The Short Answer
Map the steps a client actually takes from first contact to signed engagement, then standardize them. A repeatable sales process is simply the path your best clients follow, written down and run the same way every time. When you can see the stages, you can find where deals stall and fix them, instead of relying on a hot streak or a good month.
Why You Need a Process, Not Just Hustle
Many founder-led businesses sell on instinct and personal relationships. That works until you want to grow, take time off, or bring in help. A documented process turns selling from a heroic effort into a system that produces predictable results. It is what lets revenue stop depending entirely on your personal energy.
Map the Real Stages
Look at how your best clients actually became clients and name the stages: first contact, discovery conversation, proposal, decision, onboarding. For each stage, define what moves a prospect forward and what a "yes" looks like before they advance. This gives you a shared language and a way to see exactly where deals get stuck.
Standardize What Works
For each stage, decide on the questions you ask, the materials you send, and the next step you propose. Use the same discovery questions, the same clear proposal format, the same follow-up rhythm. Consistency is what makes results repeatable and what lets you eventually hand parts of the process to someone else.
Measure and Refine
Track how many prospects move from one stage to the next. The stage with the biggest drop-off is where to focus. Maybe discovery is weak, or your proposal is confusing, or follow-up is inconsistent. Fixing the weakest stage lifts the whole process, and you improve from evidence rather than guesswork.
Where to Start
A repeatable process starts with a clear offer everyone can sell. The Growth Navigator free tier locks your offer and pitch in about 15 minutes. Start free.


--- Exercise objective ---
Exclude any images and output the remaining records exactly.

--- Supplied data ---
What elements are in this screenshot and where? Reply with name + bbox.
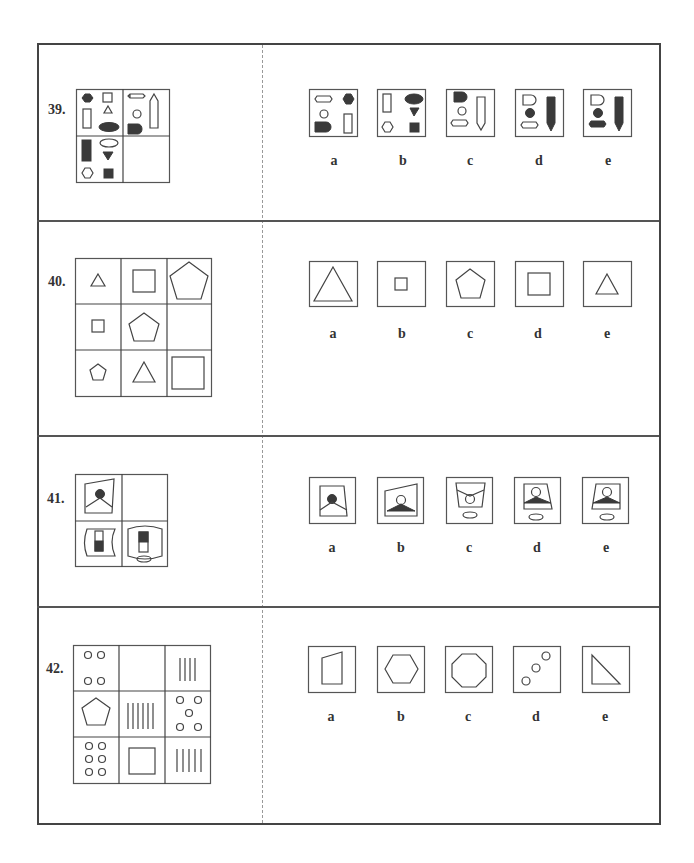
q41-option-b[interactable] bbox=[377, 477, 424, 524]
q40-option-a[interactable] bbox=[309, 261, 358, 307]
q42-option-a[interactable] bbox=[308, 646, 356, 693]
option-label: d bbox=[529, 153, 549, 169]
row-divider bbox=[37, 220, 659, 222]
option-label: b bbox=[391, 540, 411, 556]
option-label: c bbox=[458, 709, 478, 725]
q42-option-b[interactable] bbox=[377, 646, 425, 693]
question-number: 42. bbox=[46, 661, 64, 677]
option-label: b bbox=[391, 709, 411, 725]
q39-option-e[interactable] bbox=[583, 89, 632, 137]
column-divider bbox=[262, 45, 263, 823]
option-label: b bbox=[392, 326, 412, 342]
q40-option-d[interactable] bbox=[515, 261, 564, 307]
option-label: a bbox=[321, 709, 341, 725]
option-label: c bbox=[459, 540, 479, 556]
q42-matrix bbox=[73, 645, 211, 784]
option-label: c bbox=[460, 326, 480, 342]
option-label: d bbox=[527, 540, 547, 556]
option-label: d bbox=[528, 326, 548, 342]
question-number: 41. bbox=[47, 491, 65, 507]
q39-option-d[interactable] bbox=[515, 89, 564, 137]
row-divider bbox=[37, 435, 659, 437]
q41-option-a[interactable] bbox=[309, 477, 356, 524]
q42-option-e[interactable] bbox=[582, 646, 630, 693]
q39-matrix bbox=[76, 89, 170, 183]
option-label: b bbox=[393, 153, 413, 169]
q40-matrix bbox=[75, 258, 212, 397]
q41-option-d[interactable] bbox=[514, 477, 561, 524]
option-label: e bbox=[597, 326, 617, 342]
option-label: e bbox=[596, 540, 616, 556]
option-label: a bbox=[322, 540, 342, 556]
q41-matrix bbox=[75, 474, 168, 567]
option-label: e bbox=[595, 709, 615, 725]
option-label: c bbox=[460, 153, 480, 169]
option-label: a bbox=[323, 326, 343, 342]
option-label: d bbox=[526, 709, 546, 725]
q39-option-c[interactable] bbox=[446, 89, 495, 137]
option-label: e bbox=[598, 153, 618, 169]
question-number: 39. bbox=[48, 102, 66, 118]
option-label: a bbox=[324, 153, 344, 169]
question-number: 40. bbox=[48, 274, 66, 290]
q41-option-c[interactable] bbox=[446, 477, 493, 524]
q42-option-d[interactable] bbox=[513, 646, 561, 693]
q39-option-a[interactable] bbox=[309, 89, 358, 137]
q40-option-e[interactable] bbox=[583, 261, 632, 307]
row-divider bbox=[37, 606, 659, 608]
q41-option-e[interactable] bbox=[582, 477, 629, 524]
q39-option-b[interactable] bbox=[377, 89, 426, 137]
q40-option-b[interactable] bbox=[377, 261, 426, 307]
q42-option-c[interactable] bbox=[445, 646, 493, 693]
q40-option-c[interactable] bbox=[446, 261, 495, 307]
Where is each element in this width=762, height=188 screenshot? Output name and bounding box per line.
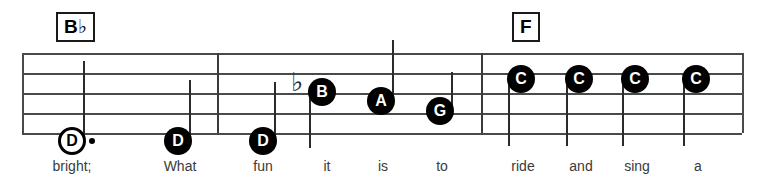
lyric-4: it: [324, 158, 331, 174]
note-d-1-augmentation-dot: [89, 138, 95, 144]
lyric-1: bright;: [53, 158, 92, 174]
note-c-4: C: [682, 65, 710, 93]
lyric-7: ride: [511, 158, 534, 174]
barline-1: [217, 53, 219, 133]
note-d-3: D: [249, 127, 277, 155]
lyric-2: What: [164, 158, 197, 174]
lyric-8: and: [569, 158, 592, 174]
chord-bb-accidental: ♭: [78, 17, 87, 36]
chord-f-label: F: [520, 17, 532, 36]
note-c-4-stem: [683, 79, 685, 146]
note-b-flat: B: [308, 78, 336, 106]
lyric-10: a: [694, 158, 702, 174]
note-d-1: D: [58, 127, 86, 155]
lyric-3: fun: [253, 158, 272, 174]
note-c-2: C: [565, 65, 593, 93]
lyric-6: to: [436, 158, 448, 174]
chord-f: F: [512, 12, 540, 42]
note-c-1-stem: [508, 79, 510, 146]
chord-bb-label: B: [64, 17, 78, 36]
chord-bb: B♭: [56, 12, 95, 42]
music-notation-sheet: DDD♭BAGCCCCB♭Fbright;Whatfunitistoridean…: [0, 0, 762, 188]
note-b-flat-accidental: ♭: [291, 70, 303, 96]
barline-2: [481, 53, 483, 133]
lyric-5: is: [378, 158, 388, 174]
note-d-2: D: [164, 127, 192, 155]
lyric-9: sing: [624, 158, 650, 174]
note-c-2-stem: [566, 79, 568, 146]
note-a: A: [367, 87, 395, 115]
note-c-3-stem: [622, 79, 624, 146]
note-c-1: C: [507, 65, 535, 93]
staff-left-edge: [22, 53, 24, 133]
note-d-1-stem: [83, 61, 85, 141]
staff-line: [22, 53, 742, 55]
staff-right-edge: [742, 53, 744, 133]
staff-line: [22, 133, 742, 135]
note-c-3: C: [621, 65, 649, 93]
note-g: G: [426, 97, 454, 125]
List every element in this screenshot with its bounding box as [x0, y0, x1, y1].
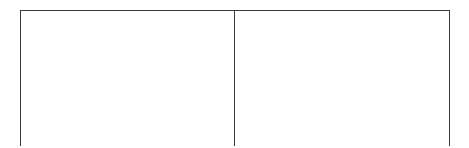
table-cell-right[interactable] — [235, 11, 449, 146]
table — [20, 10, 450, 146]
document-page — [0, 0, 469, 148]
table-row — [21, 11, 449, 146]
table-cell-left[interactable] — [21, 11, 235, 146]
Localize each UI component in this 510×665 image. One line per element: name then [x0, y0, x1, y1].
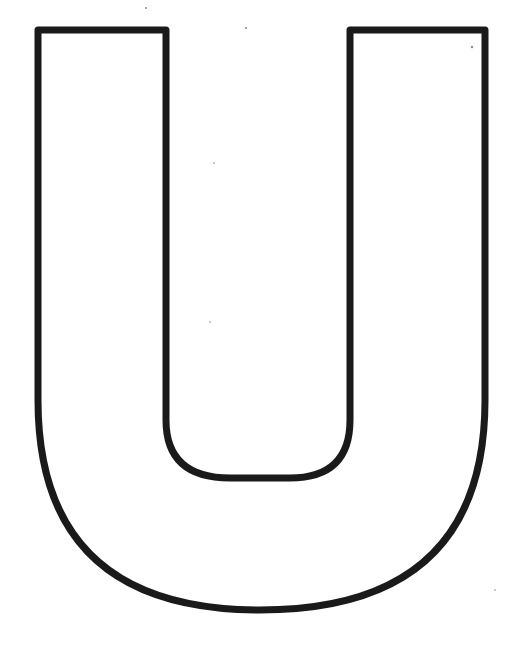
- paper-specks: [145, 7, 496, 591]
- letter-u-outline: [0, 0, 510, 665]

--- Result below ---
What elements are in this screenshot and where? Reply with name + bbox.
q41-option-b[interactable] bbox=[377, 477, 424, 524]
q40-option-a[interactable] bbox=[309, 261, 358, 307]
q42-option-a[interactable] bbox=[308, 646, 356, 693]
option-label: d bbox=[529, 153, 549, 169]
row-divider bbox=[37, 220, 659, 222]
option-label: b bbox=[391, 540, 411, 556]
option-label: c bbox=[458, 709, 478, 725]
q42-option-b[interactable] bbox=[377, 646, 425, 693]
question-number: 42. bbox=[46, 661, 64, 677]
option-label: b bbox=[391, 709, 411, 725]
q39-option-e[interactable] bbox=[583, 89, 632, 137]
column-divider bbox=[262, 45, 263, 823]
option-label: b bbox=[392, 326, 412, 342]
q40-option-d[interactable] bbox=[515, 261, 564, 307]
option-label: a bbox=[321, 709, 341, 725]
option-label: c bbox=[459, 540, 479, 556]
q42-matrix bbox=[73, 645, 211, 784]
option-label: c bbox=[460, 326, 480, 342]
option-label: d bbox=[527, 540, 547, 556]
option-label: d bbox=[528, 326, 548, 342]
question-number: 41. bbox=[47, 491, 65, 507]
q39-option-d[interactable] bbox=[515, 89, 564, 137]
row-divider bbox=[37, 435, 659, 437]
q41-option-a[interactable] bbox=[309, 477, 356, 524]
q42-option-e[interactable] bbox=[582, 646, 630, 693]
q39-matrix bbox=[76, 89, 170, 183]
option-label: b bbox=[393, 153, 413, 169]
q40-matrix bbox=[75, 258, 212, 397]
q41-option-d[interactable] bbox=[514, 477, 561, 524]
option-label: e bbox=[597, 326, 617, 342]
option-label: e bbox=[596, 540, 616, 556]
option-label: a bbox=[322, 540, 342, 556]
q41-matrix bbox=[75, 474, 168, 567]
option-label: e bbox=[595, 709, 615, 725]
option-label: c bbox=[460, 153, 480, 169]
option-label: a bbox=[323, 326, 343, 342]
option-label: d bbox=[526, 709, 546, 725]
q39-option-c[interactable] bbox=[446, 89, 495, 137]
option-label: e bbox=[598, 153, 618, 169]
question-number: 39. bbox=[48, 102, 66, 118]
option-label: a bbox=[324, 153, 344, 169]
question-number: 40. bbox=[48, 274, 66, 290]
q41-option-c[interactable] bbox=[446, 477, 493, 524]
q42-option-d[interactable] bbox=[513, 646, 561, 693]
q39-option-a[interactable] bbox=[309, 89, 358, 137]
q40-option-e[interactable] bbox=[583, 261, 632, 307]
row-divider bbox=[37, 606, 659, 608]
q41-option-e[interactable] bbox=[582, 477, 629, 524]
q39-option-b[interactable] bbox=[377, 89, 426, 137]
q40-option-b[interactable] bbox=[377, 261, 426, 307]
q42-option-c[interactable] bbox=[445, 646, 493, 693]
q40-option-c[interactable] bbox=[446, 261, 495, 307]
Where is each element in this width=762, height=188 screenshot? Output name and bounding box per line.
lyric-4: it: [324, 158, 331, 174]
note-d-1-augmentation-dot: [89, 138, 95, 144]
lyric-1: bright;: [53, 158, 92, 174]
note-c-4: C: [682, 65, 710, 93]
lyric-7: ride: [511, 158, 534, 174]
barline-1: [217, 53, 219, 133]
note-d-3: D: [249, 127, 277, 155]
lyric-2: What: [164, 158, 197, 174]
lyric-8: and: [569, 158, 592, 174]
chord-bb-accidental: ♭: [78, 17, 87, 36]
chord-f-label: F: [520, 17, 532, 36]
note-c-4-stem: [683, 79, 685, 146]
note-b-flat: B: [308, 78, 336, 106]
lyric-10: a: [694, 158, 702, 174]
note-d-1: D: [58, 127, 86, 155]
lyric-3: fun: [253, 158, 272, 174]
note-c-2: C: [565, 65, 593, 93]
lyric-6: to: [436, 158, 448, 174]
chord-f: F: [512, 12, 540, 42]
note-c-1-stem: [508, 79, 510, 146]
chord-bb-label: B: [64, 17, 78, 36]
chord-bb: B♭: [56, 12, 95, 42]
music-notation-sheet: DDD♭BAGCCCCB♭Fbright;Whatfunitistoridean…: [0, 0, 762, 188]
note-b-flat-accidental: ♭: [291, 70, 303, 96]
barline-2: [481, 53, 483, 133]
lyric-5: is: [378, 158, 388, 174]
note-d-2: D: [164, 127, 192, 155]
lyric-9: sing: [624, 158, 650, 174]
note-c-2-stem: [566, 79, 568, 146]
note-a: A: [367, 87, 395, 115]
note-c-3-stem: [622, 79, 624, 146]
note-c-1: C: [507, 65, 535, 93]
staff-left-edge: [22, 53, 24, 133]
note-d-1-stem: [83, 61, 85, 141]
staff-line: [22, 53, 742, 55]
staff-right-edge: [742, 53, 744, 133]
staff-line: [22, 133, 742, 135]
note-c-3: C: [621, 65, 649, 93]
note-g: G: [426, 97, 454, 125]
List every element in this screenshot with its bounding box as [x0, y0, x1, y1].
table-cell-right[interactable] — [235, 11, 449, 146]
table — [20, 10, 450, 146]
document-page — [0, 0, 469, 148]
table-row — [21, 11, 449, 146]
table-cell-left[interactable] — [21, 11, 235, 146]
Localize each UI component in this 510×665 image. One line per element: name then [x0, y0, x1, y1].
- paper-specks: [145, 7, 496, 591]
- letter-u-outline: [0, 0, 510, 665]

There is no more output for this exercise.